The day hope arrived for her she remembers well. It was when the Vuka programme, set up by the South African Rugby Legends Association to promote rugby in disadvantaged communities where the game was not played, came to town.

“I felt empowered, I felt liberated, I felt I belonged somewhere,” she recalls. “I was normal. My physique was normal.

“I was surrounded by women who were incredibly talented and who too embraced their physicality and their appearance.”

The challenges did not just melt away. “As a woman who plays rugby, a male-dominated sport, you have to believe in yourself because you are most likely to be ridiculed for one reason or another,” she admitted to the Vuk’uzenzele newspaper in 2020.

Latsha withstood the insults and gender stereotypes and rugby allowed her not only “to dream beyond” her circumstances but to dedicate herself to helping transform the lives of countless others.

She now divides her time between playing and serving as director of the Beast Foundation, set up by Boks legend Tendai Mtawarira to assist young people build a future with access to sports training, skills development and education opportunities.

She is also director for the MENstruation Foundation, whose mission is to end period poverty and empower women through awareness, and sits on the board of O Grand Land, a non-profit organisation working with at-risk women leaving South Africa’s care system.

‘Dream in the way we did’

“My hope is that both my and Siya’s life stories are an indication of what is possible,” Latsha adds.

“We want to be positive points of reference to instil and give hope to young people that they too are able and should dream in the way we did.”

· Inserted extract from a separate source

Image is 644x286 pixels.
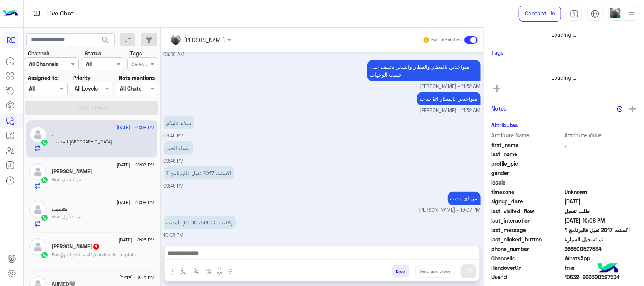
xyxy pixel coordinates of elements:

Kolisi’s example is never far from her thoughts. And not just because she considers him the greatest Springbok captain of all time.

“His ability to unite our country in a way that has almost never been seen before still inspires me,” she says. “It gives me added strength to blaze my own trail and pave the way, hopefully, for generations to come.

“My biggest dream is to see a society where young women can grow up safely, freely and confidently – where young boys and girls see themselves as equal.

“So we can ultimately and finally foster a society that does not see women as lesser than, but sees them for who they truly are.”

This won’t happen overnight and the Springbok Women are on a different trajectory to the men, who last weekend added the Rugby Championship to their world crown. They rank 11th and have yet to finish inside the top-10 at a World Cup.

But registered female club players in the country are up by 108 per cent since 2019, from 3,259 to 6,801, with a 41% rise in female senior school participants. Change is coming.

“The current generation of young people here in our society and in our communities is ambitious,” Latsha confirms. “The young men and women are positive agents of change. They are taking up challenges, actually wanting to improve our communities.

“So I can never agree when someone says that things will always be the same. For as long as I am around, people like Siya and the Springbok men and women teams, it will never stay the same.”